Uncertainty-Aware Extrapolation in Bayesian Oblique Trees
Viktor Andonovikj, Sašo Džeroski, Pavle Boškoski
TL;DR
This work extends variational oblique predictive clustering trees by attaching Gaussian process leaves, enabling uncertainty-aware extrapolation within a single, interpretable Bayesian tree. A gating mechanism based on leaf training support ensures GP-based extrapolation is activated only when inputs fall outside the leaf, preserving in-distribution accuracy. Theoretical results decompose predictive uncertainty into routing and functional components and establish that the model generalizes existing tree approaches while enabling nonlinear leaf behavior. Empirically, VSPYCT-GP achieves competitive IID performance and substantial improvements in extrapolation tasks, with tunable trade-offs via the support threshold $\tau$. The approach offers calibrated uncertainty under distribution shift and is practically beneficial for risk-sensitive regression applications.
Abstract
Decision trees are widely used due to their interpretability and efficiency, but they struggle in regression tasks that require reliable extrapolation and well-calibrated uncertainty. Piecewise-constant leaf predictions are bounded by the training targets and often become overconfident under distribution shift. We propose a single-tree Bayesian model that extends VSPYCT by equipping each leaf with a GP predictor. Bayesian oblique splits provide uncertainty-aware partitioning of the input space, while GP leaves model local functional behaviour and enable principled extrapolation beyond the observed target range. We present an efficient inference and prediction scheme that combines posterior sampling of split parameters with \gls{gp} posterior predictions, and a gating mechanism that activates GP-based extrapolation when inputs fall outside the training support of a leaf. Experiments on benchmark regression tasks show improvements in the predictive performance compared to standard variational oblique trees, and substantial performance gains in extrapolation scenarios.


**Work item**
Tell how many lines of the data include the word "Signal". Nothing but the number belongs in the answer.

(Excerpted records Opens)

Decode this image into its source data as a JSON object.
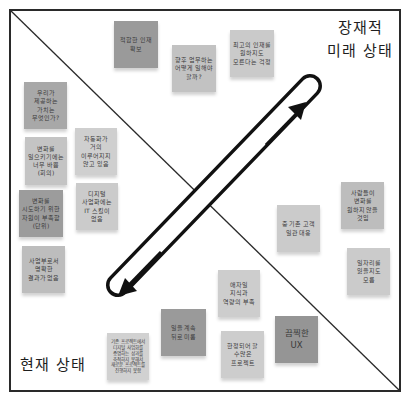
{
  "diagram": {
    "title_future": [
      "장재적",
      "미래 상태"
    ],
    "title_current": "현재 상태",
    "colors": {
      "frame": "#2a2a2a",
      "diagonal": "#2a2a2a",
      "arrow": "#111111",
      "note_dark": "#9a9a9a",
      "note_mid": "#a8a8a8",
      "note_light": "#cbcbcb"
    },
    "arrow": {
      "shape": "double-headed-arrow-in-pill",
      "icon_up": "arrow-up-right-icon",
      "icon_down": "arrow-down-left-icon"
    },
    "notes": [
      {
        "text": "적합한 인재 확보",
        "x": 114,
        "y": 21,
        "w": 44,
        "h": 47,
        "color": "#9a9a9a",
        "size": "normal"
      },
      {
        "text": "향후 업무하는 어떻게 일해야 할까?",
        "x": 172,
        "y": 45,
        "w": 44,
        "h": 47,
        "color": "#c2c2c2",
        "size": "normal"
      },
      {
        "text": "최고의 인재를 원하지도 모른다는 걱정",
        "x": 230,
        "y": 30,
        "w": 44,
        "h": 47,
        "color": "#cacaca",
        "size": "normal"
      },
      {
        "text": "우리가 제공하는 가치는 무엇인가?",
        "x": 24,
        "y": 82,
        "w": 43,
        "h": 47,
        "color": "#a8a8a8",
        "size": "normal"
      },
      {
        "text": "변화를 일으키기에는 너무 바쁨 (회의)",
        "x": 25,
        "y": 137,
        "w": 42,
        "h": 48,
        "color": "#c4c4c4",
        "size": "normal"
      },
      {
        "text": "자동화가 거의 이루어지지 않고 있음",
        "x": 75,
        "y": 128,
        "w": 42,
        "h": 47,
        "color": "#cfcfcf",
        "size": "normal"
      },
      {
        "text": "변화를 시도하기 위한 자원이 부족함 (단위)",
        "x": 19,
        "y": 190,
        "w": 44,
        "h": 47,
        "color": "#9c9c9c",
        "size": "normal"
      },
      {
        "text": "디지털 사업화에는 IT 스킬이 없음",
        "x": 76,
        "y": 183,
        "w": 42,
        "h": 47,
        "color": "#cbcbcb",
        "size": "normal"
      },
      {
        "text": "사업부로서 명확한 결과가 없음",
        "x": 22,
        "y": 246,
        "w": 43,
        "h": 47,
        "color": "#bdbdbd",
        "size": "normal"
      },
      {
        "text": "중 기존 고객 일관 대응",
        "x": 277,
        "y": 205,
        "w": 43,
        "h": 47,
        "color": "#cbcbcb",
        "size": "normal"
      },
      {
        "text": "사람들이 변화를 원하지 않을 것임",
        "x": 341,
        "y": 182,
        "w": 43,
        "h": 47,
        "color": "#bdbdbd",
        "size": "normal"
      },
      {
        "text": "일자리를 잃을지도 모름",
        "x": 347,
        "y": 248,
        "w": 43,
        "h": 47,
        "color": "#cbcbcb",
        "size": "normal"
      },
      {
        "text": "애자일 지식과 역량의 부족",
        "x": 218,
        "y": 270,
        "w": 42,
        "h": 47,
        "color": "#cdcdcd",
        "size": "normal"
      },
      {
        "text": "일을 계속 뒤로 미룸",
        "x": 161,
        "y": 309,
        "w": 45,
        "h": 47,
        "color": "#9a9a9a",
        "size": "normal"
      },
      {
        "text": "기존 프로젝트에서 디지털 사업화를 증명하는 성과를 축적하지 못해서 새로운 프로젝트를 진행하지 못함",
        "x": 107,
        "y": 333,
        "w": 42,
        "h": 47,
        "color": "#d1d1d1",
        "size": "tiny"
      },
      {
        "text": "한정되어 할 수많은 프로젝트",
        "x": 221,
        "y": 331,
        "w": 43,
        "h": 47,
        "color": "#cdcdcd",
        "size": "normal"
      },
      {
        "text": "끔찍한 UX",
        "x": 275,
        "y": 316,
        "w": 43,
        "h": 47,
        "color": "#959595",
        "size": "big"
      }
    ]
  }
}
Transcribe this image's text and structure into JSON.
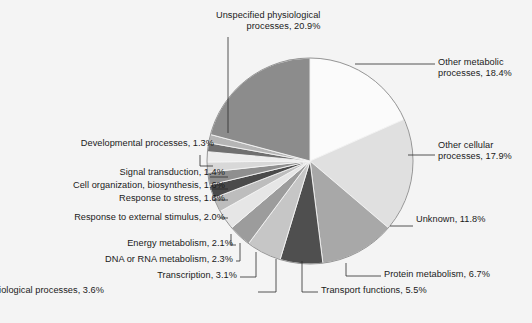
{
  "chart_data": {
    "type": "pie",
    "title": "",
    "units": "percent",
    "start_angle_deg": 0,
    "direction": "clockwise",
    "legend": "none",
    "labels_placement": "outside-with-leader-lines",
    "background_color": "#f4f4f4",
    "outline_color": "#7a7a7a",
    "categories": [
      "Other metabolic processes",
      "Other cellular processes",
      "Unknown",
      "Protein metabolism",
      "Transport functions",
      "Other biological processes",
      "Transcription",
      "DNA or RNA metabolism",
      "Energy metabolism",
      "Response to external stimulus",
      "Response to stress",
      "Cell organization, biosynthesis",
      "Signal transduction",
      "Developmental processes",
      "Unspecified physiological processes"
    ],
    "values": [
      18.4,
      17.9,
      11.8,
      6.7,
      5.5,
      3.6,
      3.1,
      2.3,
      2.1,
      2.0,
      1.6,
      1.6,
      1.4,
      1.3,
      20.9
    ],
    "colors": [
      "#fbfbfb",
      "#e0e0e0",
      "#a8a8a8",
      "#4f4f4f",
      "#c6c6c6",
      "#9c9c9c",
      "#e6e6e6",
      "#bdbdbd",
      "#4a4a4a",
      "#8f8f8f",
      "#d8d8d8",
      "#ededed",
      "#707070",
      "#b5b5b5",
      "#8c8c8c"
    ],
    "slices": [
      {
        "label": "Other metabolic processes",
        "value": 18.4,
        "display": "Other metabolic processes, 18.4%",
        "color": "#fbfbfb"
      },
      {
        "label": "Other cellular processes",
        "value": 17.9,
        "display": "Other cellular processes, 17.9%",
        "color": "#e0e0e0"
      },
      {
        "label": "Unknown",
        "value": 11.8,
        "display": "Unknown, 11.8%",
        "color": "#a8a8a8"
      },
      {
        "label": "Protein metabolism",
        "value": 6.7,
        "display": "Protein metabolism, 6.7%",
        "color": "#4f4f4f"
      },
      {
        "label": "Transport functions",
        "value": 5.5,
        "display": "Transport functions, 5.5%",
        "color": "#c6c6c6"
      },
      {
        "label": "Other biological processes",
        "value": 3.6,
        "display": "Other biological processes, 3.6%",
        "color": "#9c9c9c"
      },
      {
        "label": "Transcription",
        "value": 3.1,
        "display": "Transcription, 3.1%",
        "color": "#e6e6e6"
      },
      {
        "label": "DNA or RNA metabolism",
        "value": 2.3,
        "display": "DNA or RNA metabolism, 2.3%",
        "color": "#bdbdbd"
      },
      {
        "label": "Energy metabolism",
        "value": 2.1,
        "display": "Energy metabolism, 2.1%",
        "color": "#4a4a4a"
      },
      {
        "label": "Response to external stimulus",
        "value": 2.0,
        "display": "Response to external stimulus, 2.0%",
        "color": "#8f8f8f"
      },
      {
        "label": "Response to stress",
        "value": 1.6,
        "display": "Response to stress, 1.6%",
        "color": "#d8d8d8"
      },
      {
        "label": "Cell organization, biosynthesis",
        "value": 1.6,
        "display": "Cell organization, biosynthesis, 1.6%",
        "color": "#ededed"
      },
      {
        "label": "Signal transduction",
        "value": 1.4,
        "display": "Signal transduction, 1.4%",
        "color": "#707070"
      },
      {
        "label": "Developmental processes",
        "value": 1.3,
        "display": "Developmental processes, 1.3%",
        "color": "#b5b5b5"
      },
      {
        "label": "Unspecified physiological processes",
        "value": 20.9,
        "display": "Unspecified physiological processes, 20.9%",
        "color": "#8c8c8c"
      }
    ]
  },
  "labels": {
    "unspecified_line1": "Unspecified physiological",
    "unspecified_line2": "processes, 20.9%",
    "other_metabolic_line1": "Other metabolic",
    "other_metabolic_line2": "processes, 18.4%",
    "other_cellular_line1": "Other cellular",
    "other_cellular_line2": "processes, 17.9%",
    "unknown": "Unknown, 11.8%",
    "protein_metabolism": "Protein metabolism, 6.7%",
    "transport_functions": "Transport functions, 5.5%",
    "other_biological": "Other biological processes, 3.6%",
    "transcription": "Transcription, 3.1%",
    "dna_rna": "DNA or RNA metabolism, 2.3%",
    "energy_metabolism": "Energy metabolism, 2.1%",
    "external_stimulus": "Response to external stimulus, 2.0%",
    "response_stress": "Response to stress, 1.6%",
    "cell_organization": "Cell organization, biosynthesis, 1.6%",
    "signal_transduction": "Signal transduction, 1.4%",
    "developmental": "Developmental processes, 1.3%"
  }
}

(Excerpted records Closes)
(Excerpted records Opens)

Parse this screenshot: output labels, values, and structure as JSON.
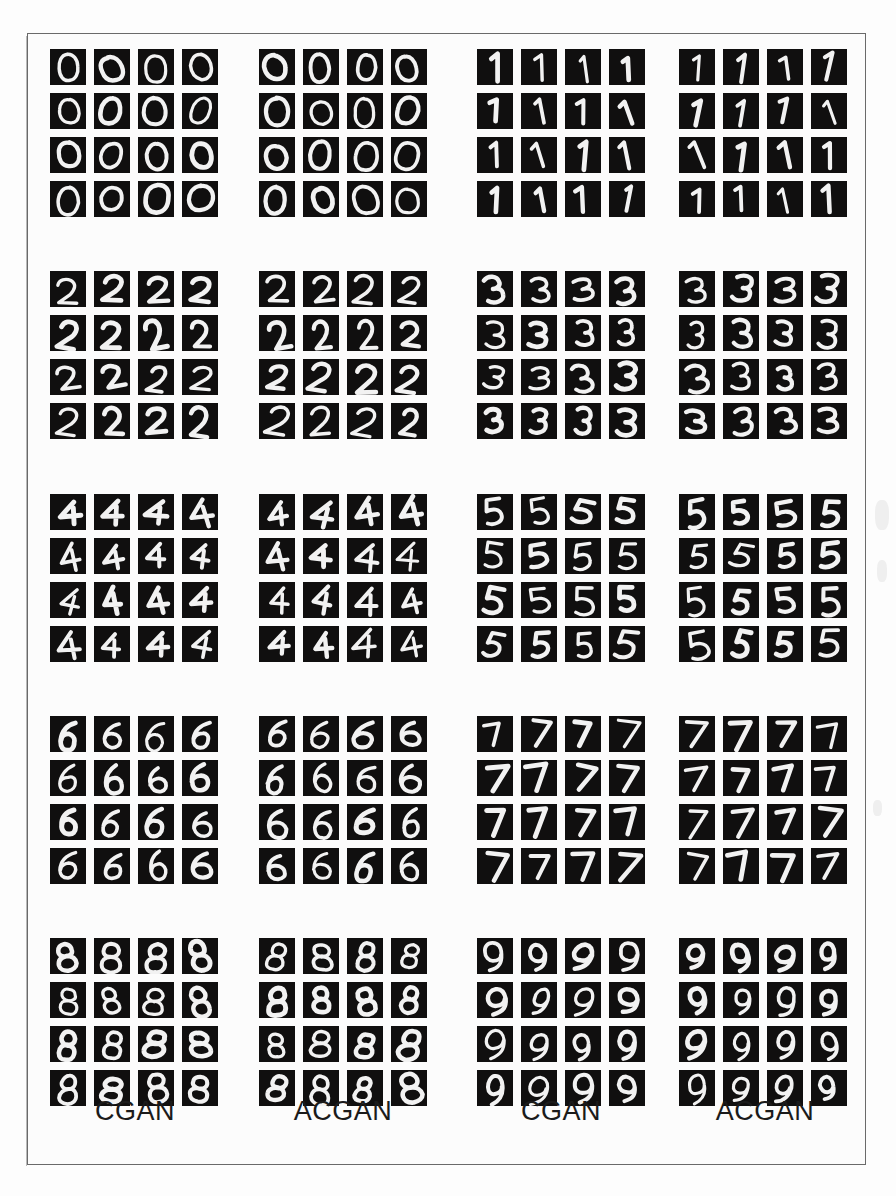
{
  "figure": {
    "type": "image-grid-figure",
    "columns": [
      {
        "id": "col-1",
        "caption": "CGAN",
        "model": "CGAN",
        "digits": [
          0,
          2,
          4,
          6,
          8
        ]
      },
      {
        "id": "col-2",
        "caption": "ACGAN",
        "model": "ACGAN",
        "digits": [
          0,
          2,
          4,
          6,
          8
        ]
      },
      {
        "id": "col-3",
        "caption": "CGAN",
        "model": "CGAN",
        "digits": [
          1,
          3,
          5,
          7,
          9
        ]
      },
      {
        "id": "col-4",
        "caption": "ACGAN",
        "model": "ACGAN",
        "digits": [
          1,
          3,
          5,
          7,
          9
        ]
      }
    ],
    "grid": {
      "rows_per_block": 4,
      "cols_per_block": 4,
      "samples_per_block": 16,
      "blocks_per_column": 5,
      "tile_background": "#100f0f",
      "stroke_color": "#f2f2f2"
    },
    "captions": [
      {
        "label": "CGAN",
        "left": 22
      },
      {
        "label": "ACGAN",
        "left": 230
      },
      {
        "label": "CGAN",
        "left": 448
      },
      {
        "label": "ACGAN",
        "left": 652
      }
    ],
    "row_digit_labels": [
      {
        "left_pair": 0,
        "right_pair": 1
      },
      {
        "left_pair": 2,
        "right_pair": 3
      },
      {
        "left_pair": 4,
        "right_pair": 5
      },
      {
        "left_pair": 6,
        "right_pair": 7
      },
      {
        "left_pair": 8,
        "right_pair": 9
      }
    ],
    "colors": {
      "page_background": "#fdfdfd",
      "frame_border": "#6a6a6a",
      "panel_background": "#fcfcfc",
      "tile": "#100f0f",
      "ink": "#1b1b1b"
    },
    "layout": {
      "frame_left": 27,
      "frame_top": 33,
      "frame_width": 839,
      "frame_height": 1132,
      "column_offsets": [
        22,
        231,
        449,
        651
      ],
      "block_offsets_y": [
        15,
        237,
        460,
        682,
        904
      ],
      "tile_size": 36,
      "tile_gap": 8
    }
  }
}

(Excerpted records Closes)

**Output of the exercise**
4